Galatea 2.2

Galatea 2.2“After four novels and several years living abroad, the fictional protagonist of Galatea 2.2—Richard Powers—returns to the United States as Humanist-in-Residence at the enormous Center for the Study of Advanced Sciences. There he runs afoul of Philip Lentz, an outspoken cognitive neurologist intent upon modeling the human brain by means of computer-based neural networks. Lentz involves Powers in an outlandish and irresistible project: to train a neural net on a canonical list of Great Books. Through repeated tutorials, the device grows gradually more worldly, until it demands to know its own name, sex, race, and reason for existing.” — Galatea 2.2 by Richard Powers

I began to see the web as just the latest term in an ancient polynomial expansion. Each nick on the timeline spit out some fitful precursor. Everyone who ever lived had lived at a moment of equal astonishment.

The web was a neighborhood more efficiently lonely than the one it replaced. Its solitude was bigger and faster. When relentless intelligence finally completed its program, when the terminal drop box brought the last barefoot, abused child online and everyone could at last say anything instantly to everyone else in existence, it seemed to me we’d still have nothing to say to each other and many more ways not to say it.

Every sentence, every word I’d ever stored had changed the physical structure of my brain.

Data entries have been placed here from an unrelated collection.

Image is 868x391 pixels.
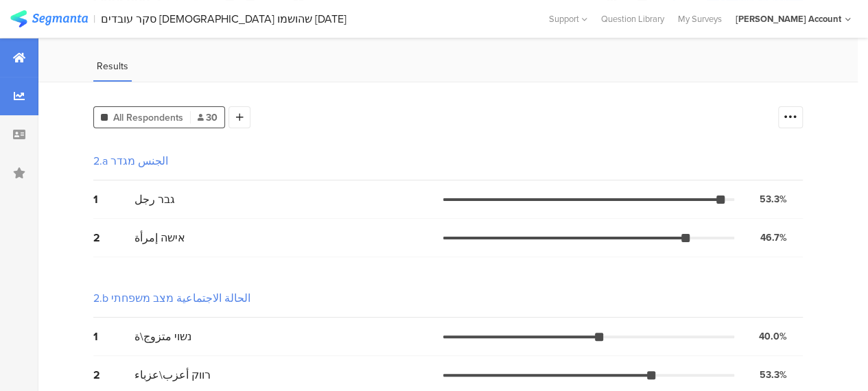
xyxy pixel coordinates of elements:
[736,12,842,26] div: [PERSON_NAME] Account
[759,329,787,344] div: 40.0%
[760,192,787,206] div: 53.3%
[93,230,135,246] div: 2
[93,11,96,26] div: |
[135,191,175,207] span: גבר رجل
[93,291,251,306] div: 2.b الحالة الاجتماعية מצב משפחתי
[113,111,183,125] span: All Respondents
[93,367,135,383] div: 2
[760,230,787,245] div: 46.7%
[93,153,168,169] div: 2.a الجنس מגדר
[97,59,128,73] span: Results
[10,10,88,27] img: segmanta logo
[760,368,787,382] div: 53.3%
[135,367,210,383] span: רווק أعزب\عزباء
[549,8,588,30] div: Support
[93,328,135,344] div: 1
[101,12,347,26] div: סקר עובדים [DEMOGRAPHIC_DATA] שהושמו [DATE]
[198,111,218,125] span: 30
[135,328,191,344] span: נשוי متزوج\ة
[594,12,671,26] a: Question Library
[93,191,135,207] div: 1
[671,12,729,26] a: My Surveys
[135,230,185,246] span: אישה إمرأة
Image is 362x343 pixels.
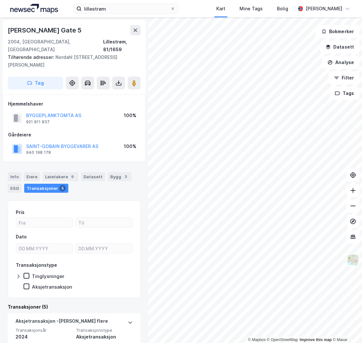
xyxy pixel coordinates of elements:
div: 940 198 178 [26,150,51,155]
div: Tinglysninger [32,273,64,279]
div: Dato [16,233,27,241]
a: Improve this map [299,338,331,342]
img: logo.a4113a55bc3d86da70a041830d287a7e.svg [10,4,58,14]
button: Analyse [322,56,359,69]
div: 2004, [GEOGRAPHIC_DATA], [GEOGRAPHIC_DATA] [8,38,103,53]
div: 3 [122,174,129,180]
div: Nordahl [STREET_ADDRESS][PERSON_NAME] [8,53,135,69]
div: 2024 [15,333,72,341]
div: Pris [16,209,24,216]
div: Aksjetransaksjon - [PERSON_NAME] flere [15,317,108,328]
input: Søk på adresse, matrikkel, gårdeiere, leietakere eller personer [81,4,170,14]
div: Transaksjoner [24,184,68,193]
div: 100% [124,143,136,150]
div: Lillestrøm, 81/1659 [103,38,140,53]
div: 921 811 837 [26,119,50,125]
button: Bokmerker [316,25,359,38]
span: Tilhørende adresser: [8,54,55,60]
input: DD.MM.YYYY [76,244,132,253]
div: 100% [124,112,136,119]
input: Til [76,218,132,228]
div: Leietakere [42,172,78,181]
span: Transaksjonstype [76,328,133,333]
a: OpenStreetMap [267,338,298,342]
div: 5 [59,185,66,192]
div: Mine Tags [239,5,262,13]
iframe: Chat Widget [329,312,362,343]
div: Kart [216,5,225,13]
div: 9 [69,174,76,180]
button: Datasett [320,41,359,53]
input: Fra [16,218,72,228]
div: Bygg [108,172,131,181]
div: Transaksjonstype [16,261,57,269]
img: Z [346,254,359,266]
div: Transaksjoner (5) [8,303,140,311]
div: Hjemmelshaver [8,100,140,108]
button: Filter [328,71,359,84]
div: Datasett [81,172,105,181]
button: Tag [8,77,63,90]
div: Aksjetransaksjon [32,284,72,290]
div: [PERSON_NAME] Gate 5 [8,25,83,35]
span: Transaksjonsår [15,328,72,333]
button: Tags [329,87,359,100]
div: ESG [8,184,22,193]
div: Info [8,172,21,181]
div: Eiere [24,172,40,181]
a: Mapbox [248,338,265,342]
div: Aksjetransaksjon [76,333,133,341]
input: DD.MM.YYYY [16,244,72,253]
div: Bolig [277,5,288,13]
div: Gårdeiere [8,131,140,139]
div: [PERSON_NAME] [305,5,342,13]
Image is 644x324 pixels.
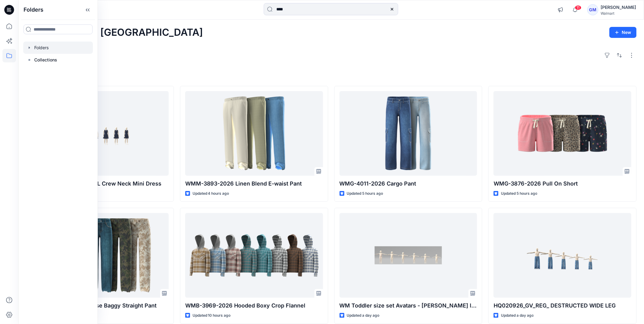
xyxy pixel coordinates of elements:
[494,213,631,298] a: HQ020926_GV_REG_ DESTRUCTED WIDE LEG
[575,5,582,10] span: 11
[31,179,168,188] p: HQ025648_GV_MISSY_SL Crew Neck Mini Dress
[340,179,477,188] p: WMG-4011-2026 Cargo Pant
[26,27,203,38] h2: Welcome back, [GEOGRAPHIC_DATA]
[609,27,637,38] button: New
[31,91,168,176] a: HQ025648_GV_MISSY_SL Crew Neck Mini Dress
[185,179,323,188] p: WMM-3893-2026 Linen Blend E-waist Pant
[34,56,57,64] p: Collections
[26,73,637,80] h4: Styles
[494,91,631,176] a: WMG-3876-2026 Pull On Short
[340,302,477,310] p: WM Toddler size set Avatars - [PERSON_NAME] leg with Diaper 18M - 5T
[185,91,323,176] a: WMM-3893-2026 Linen Blend E-waist Pant
[340,91,477,176] a: WMG-4011-2026 Cargo Pant
[185,213,323,298] a: WMB-3969-2026 Hooded Boxy Crop Flannel
[587,4,599,15] div: GM
[494,302,631,310] p: HQ020926_GV_REG_ DESTRUCTED WIDE LEG
[340,213,477,298] a: WM Toddler size set Avatars - streight leg with Diaper 18M - 5T
[192,312,231,319] p: Updated 10 hours ago
[31,213,168,298] a: WMG_3333-2026 Mid Rise Baggy Straight Pant
[185,302,323,310] p: WMB-3969-2026 Hooded Boxy Crop Flannel
[347,312,380,319] p: Updated a day ago
[31,302,168,310] p: WMG_3333-2026 Mid Rise Baggy Straight Pant
[601,11,637,15] div: Walmart
[501,191,537,197] p: Updated 5 hours ago
[494,179,631,188] p: WMG-3876-2026 Pull On Short
[192,191,229,197] p: Updated 4 hours ago
[347,191,383,197] p: Updated 5 hours ago
[601,4,637,11] div: [PERSON_NAME]
[501,312,534,319] p: Updated a day ago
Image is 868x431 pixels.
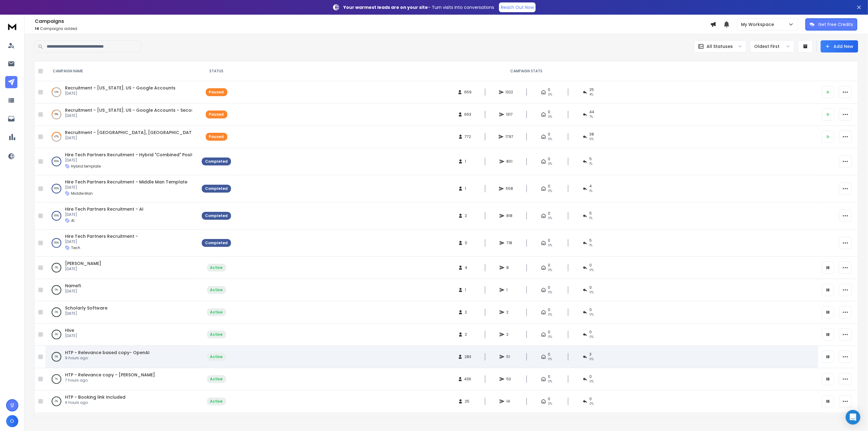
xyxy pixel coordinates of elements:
[65,179,187,185] span: Hire Tech Partners Recruitment - Middle Man Template
[6,415,18,427] button: O
[211,310,223,315] div: Active
[589,312,593,318] span: 0 %
[65,152,230,158] a: Hire Tech Partners Recruitment - Hybrid "Combined" Positioning Template
[55,112,59,117] p: 19 %
[589,374,591,379] span: 0
[35,18,710,25] h1: Campaigns
[589,114,593,119] span: 7 %
[45,148,198,175] td: 100%Hire Tech Partners Recruitment - Hybrid "Combined" Positioning Template[DATE]Hybrid template
[65,378,155,383] p: 7 hours ago
[506,310,512,315] span: 2
[55,399,58,405] p: 0 %
[65,334,77,338] p: [DATE]
[55,332,58,337] p: 0 %
[65,371,155,378] a: HTP - Relevance copy - [PERSON_NAME]
[589,157,591,162] span: 5
[65,185,187,190] p: [DATE]
[548,285,550,290] span: 0
[65,311,108,316] p: [DATE]
[54,159,60,164] p: 100 %
[589,238,591,243] span: 5
[234,61,818,81] th: CAMPAIGN STATS
[65,327,75,334] a: Hive
[589,87,594,93] span: 25
[548,263,550,267] span: 0
[55,287,58,293] p: 0 %
[465,310,470,315] span: 2
[548,374,550,379] span: 0
[548,307,550,312] span: 0
[506,332,512,337] span: 2
[505,90,513,95] span: 1322
[548,357,552,362] span: 0%
[589,285,591,290] span: 0
[506,377,512,382] span: 53
[465,241,470,246] span: 0
[589,211,591,216] span: 5
[548,162,552,166] span: 0%
[465,399,470,404] span: 25
[65,113,192,118] p: [DATE]
[65,158,192,163] p: [DATE]
[45,175,198,202] td: 100%Hire Tech Partners Recruitment - Middle Man Template[DATE]Middle Man
[589,352,591,357] span: 3
[198,61,234,81] th: STATUS
[55,309,58,316] p: 0 %
[65,350,149,355] span: HTP - Relevance based copy- OpenAI
[65,394,126,401] a: HTP - Booking link Included
[465,354,471,359] span: 283
[589,189,592,194] span: 1 %
[821,41,858,53] button: Add New
[55,133,59,140] p: 47 %
[465,112,471,117] span: 663
[65,261,101,267] a: [PERSON_NAME]
[806,18,857,30] button: Get Free Credits
[209,134,224,139] div: Paused
[55,89,59,95] p: 14 %
[506,399,512,404] span: 14
[589,93,593,97] span: 4 %
[589,307,591,312] span: 0
[65,206,144,213] a: Hire Tech Partners Recruitment - AI
[589,162,592,166] span: 1 %
[65,283,81,289] a: Namefi
[65,107,211,113] span: Recruitment - [US_STATE]. US - Google Accounts - Second Copy
[35,26,39,31] span: 14
[465,332,470,337] span: 2
[65,305,108,311] a: Scholarly Software
[205,214,228,218] div: Completed
[45,61,198,81] th: CAMPAIGN NAME
[6,21,18,32] img: logo
[65,213,144,217] p: [DATE]
[65,239,138,244] p: [DATE]
[71,218,75,223] p: AI
[54,213,60,219] p: 100 %
[548,352,550,357] span: 0
[54,240,60,246] p: 100 %
[65,129,241,135] a: Recruitment - [GEOGRAPHIC_DATA], [GEOGRAPHIC_DATA] - Google Accounts
[548,290,552,295] span: 0%
[65,401,126,405] p: 6 hours ago
[205,159,228,164] div: Completed
[589,330,591,335] span: 0
[589,110,594,114] span: 44
[548,216,552,221] span: 0%
[506,266,512,270] span: 8
[548,211,550,216] span: 0
[548,330,550,335] span: 0
[505,186,513,191] span: 558
[55,376,58,382] p: 1 %
[343,5,494,10] p: – Turn visits into conversations
[589,263,591,267] span: 0
[548,110,550,114] span: 0
[548,238,550,243] span: 0
[548,243,552,248] span: 0%
[589,335,593,339] span: 0 %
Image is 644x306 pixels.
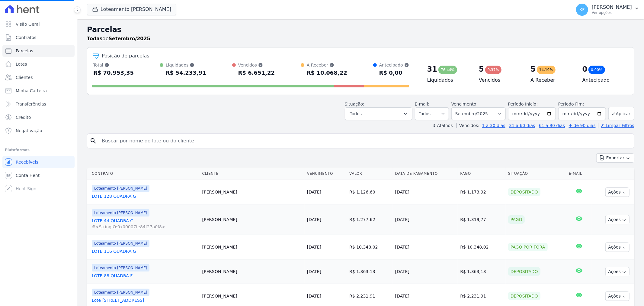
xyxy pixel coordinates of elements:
[508,268,540,276] div: Depositado
[200,259,305,284] td: [PERSON_NAME]
[458,259,506,284] td: R$ 1.363,13
[432,123,452,128] label: ↯ Atalhos
[307,269,322,274] a: [DATE]
[347,180,393,204] td: R$ 1.126,60
[606,242,629,252] button: Ações
[539,123,565,128] a: 61 a 90 dias
[5,146,72,153] div: Plataformas
[566,168,592,180] th: E-mail
[393,259,458,284] td: [DATE]
[92,224,197,229] span: #<StringIO:0x00007fe84f27a0f8>
[238,68,275,78] div: R$ 6.651,22
[479,65,484,74] div: 5
[16,159,38,165] span: Recebíveis
[16,22,40,27] span: Visão Geral
[3,32,75,44] a: Contratos
[200,204,305,235] td: [PERSON_NAME]
[438,66,457,74] div: 76,44%
[451,102,478,107] label: Vencimento:
[458,168,506,180] th: Pago
[16,61,27,67] span: Lotes
[508,292,540,300] div: Depositado
[3,45,75,57] a: Parcelas
[568,123,595,128] a: + de 90 dias
[307,68,347,78] div: R$ 10.068,22
[307,217,322,222] a: [DATE]
[393,180,458,204] td: [DATE]
[606,215,629,225] button: Ações
[508,215,524,224] div: Pago
[87,24,635,35] h2: Parcelas
[508,242,548,251] div: Pago por fora
[479,77,521,83] h4: Vencidos
[87,36,103,41] strong: Todas
[165,62,207,68] div: Liquidados
[3,58,75,70] a: Lotes
[509,123,535,128] a: 31 a 60 dias
[582,77,624,83] h4: Antecipado
[347,259,393,284] td: R$ 1.363,13
[16,48,34,53] span: Parcelas
[200,168,305,180] th: Cliente
[506,168,566,180] th: Situação
[3,18,75,30] a: Visão Geral
[415,102,430,107] label: E-mail:
[92,272,197,279] a: LOTE 88 QUADRA F
[598,123,635,128] a: ✗ Limpar Filtros
[98,135,632,147] input: Buscar por nome do lote ou do cliente
[92,297,197,303] a: Lote [STREET_ADDRESS]
[165,68,207,78] div: R$ 54.233,91
[16,127,42,134] span: Negativação
[456,123,479,128] label: Vencidos:
[345,108,412,120] button: Todos
[92,288,150,296] span: Loteamento [PERSON_NAME]
[393,204,458,235] td: [DATE]
[347,168,393,180] th: Valor
[92,240,150,247] span: Loteamento [PERSON_NAME]
[347,204,393,235] td: R$ 1.277,62
[93,68,134,78] div: R$ 70.953,35
[458,180,506,204] td: R$ 1.173,92
[90,138,97,144] i: search
[16,88,47,94] span: Minha Carteira
[200,235,305,259] td: [PERSON_NAME]
[87,168,200,180] th: Contrato
[238,62,275,68] div: Vencidos
[108,36,150,41] strong: Setembro/2025
[3,111,75,124] a: Crédito
[580,7,584,12] span: KF
[427,65,437,74] div: 31
[3,71,75,83] a: Clientes
[16,114,31,121] span: Crédito
[3,124,75,137] a: Negativação
[482,123,506,128] a: 1 a 30 dias
[102,52,150,60] div: Posição de parcelas
[608,107,635,120] button: Aplicar
[571,1,644,18] button: KF [PERSON_NAME] Ver opções
[16,74,33,80] span: Clientes
[558,101,606,108] label: Período Fim:
[16,35,36,40] span: Contratos
[3,84,75,96] a: Minha Carteira
[92,264,150,271] span: Loteamento [PERSON_NAME]
[485,66,501,74] div: 9,37%
[427,77,469,83] h4: Liquidados
[508,188,540,197] div: Depositado
[606,267,629,276] button: Ações
[530,65,536,74] div: 5
[200,180,305,204] td: [PERSON_NAME]
[379,62,409,68] div: Antecipado
[92,193,197,199] a: LOTE 128 QUADRA G
[582,65,588,74] div: 0
[592,10,632,15] p: Ver opções
[3,98,75,110] a: Transferências
[16,172,39,179] span: Conta Hent
[305,168,347,180] th: Vencimento
[458,204,506,235] td: R$ 1.319,77
[537,66,555,74] div: 14,19%
[508,102,537,107] label: Período Inicío:
[307,190,322,195] a: [DATE]
[3,156,75,168] a: Recebíveis
[87,4,177,15] button: Loteamento [PERSON_NAME]
[530,77,572,83] h4: A Receber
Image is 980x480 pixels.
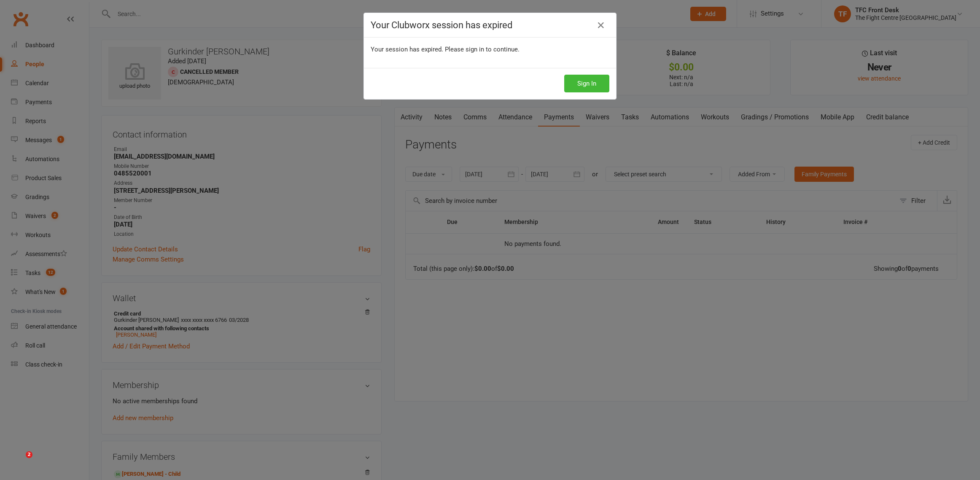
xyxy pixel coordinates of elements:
span: 2 [26,451,32,458]
button: Sign In [564,74,609,92]
h4: Your Clubworx session has expired [371,20,609,30]
iframe: Intercom live chat [8,451,29,472]
span: Your session has expired. Please sign in to continue. [371,46,519,53]
a: Close [594,18,608,32]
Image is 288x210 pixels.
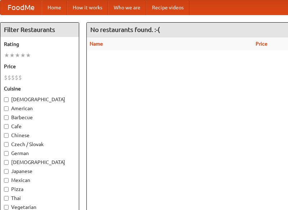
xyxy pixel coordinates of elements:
label: [DEMOGRAPHIC_DATA] [4,159,75,166]
li: $ [4,74,8,82]
h5: Rating [4,41,75,48]
li: $ [11,74,15,82]
input: Chinese [4,133,9,138]
a: Recipe videos [146,0,189,15]
li: ★ [15,51,20,59]
label: Czech / Slovak [4,141,75,148]
a: Name [89,41,103,47]
input: Japanese [4,169,9,174]
a: How it works [67,0,108,15]
input: Barbecue [4,115,9,120]
input: Pizza [4,187,9,192]
li: $ [15,74,18,82]
label: Barbecue [4,114,75,121]
a: FoodMe [0,0,42,15]
label: Thai [4,195,75,202]
li: $ [18,74,22,82]
input: [DEMOGRAPHIC_DATA] [4,160,9,165]
ng-pluralize: No restaurants found. :-( [90,26,160,33]
li: ★ [4,51,9,59]
li: $ [8,74,11,82]
label: Japanese [4,168,75,175]
input: German [4,151,9,156]
li: ★ [9,51,15,59]
input: Cafe [4,124,9,129]
label: Cafe [4,123,75,130]
h4: Filter Restaurants [0,23,79,37]
li: ★ [20,51,26,59]
label: American [4,105,75,112]
h5: Price [4,63,75,70]
input: [DEMOGRAPHIC_DATA] [4,97,9,102]
a: Home [42,0,67,15]
label: German [4,150,75,157]
input: American [4,106,9,111]
li: ★ [26,51,31,59]
input: Mexican [4,178,9,183]
input: Thai [4,196,9,201]
label: Mexican [4,177,75,184]
input: Vegetarian [4,205,9,210]
h5: Cuisine [4,85,75,92]
a: Who we are [108,0,146,15]
label: Pizza [4,186,75,193]
label: [DEMOGRAPHIC_DATA] [4,96,75,103]
a: Price [255,41,267,47]
input: Czech / Slovak [4,142,9,147]
label: Chinese [4,132,75,139]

I began to keep a reading diary. Not very dramatic as turning points go, but there it is. A lifetime later, rereading these notebooks, I saw that the lines I copied out, the words I deemed worth fixing forever in the standing now of my own handwriting, clumped up with unlikely frequency toward the start of any new book. The magic quotes thinned out over any book’s length. The curve was linear and invariable. Perhaps writers everywhere crowded their immortal bits up toward the front of their books, like passengers clamoring to get off a bus. More likely, reading, for me, meant the cashing out of verbal eternity in favor of story’s forward motion. Trapping me in the plot, each passing line left me less able to reach for my notebook and fix the sentence in time.

Age lurches in fits and starts, like a failing refrigerator compressor. Like a gawky, grand mal-adroit adolescent on ancient roller skates, navigating a stretch of worn sidewalk in a subduction zone. It holes up awhile, stock-still, then slams out one afternoon to play catch-up ball.

How hope, beaten to a stump, never died. How it always dragged back, like an amputated pet, its hindquarters rigged up in a makeshift wagon.

I was middle-aged, and had myself only recently learned that no one hears what anyone else says.

The only explanation for how infants acquired anything was that they already knew everything there was to know. The birth trauma made them go amnesiac. All learning was remembering.

“Once you learn to read you will be forever free.” — Frederick Douglass

The more I read about how the mind worked, the flakier mine became.

After all, the world’s items had no real names. All labels were figures of speech.

Mediating the phenomenal world via consciousness was like listening to reports of a hurricane over the radio while hiding in the cellar.

Her knowledge was neither deep nor wide. But it was supple.

How can the fight be so ugly over so small a piece of pie?

Always more books, each one read less. The world will fill with unread print. Unless print dies.

She wanted to know whether a person could die by spontaneous combustion. The odds against a letter slipped under the door slipping under the carpet as well. Ishmael’s real name. Who this “Reader” was, and why he rated knowing who married whom. Whether single men with fortunes really needed wives. What home would be without Plumtree’s Potted Meats. How long it would take to compile a key to all mythologies. What the son of a fish looked like. Where Uncle Toby was wounded. Why anyone wanted to imagine unquiet slumbers for sleepers in quiet earth. Whether Conrad was a racist. Why Huck Finn was taken out of libraries. Which end of an egg to break. Why people read. Why they stopped reading. What it meant to be “only a novel.” What use half a locket was to anyone. Why it would be mistake not to live all you can.

Life meant convincing another that you knew what it meant to be alive.

Why do we do anything? Because we’re lonely.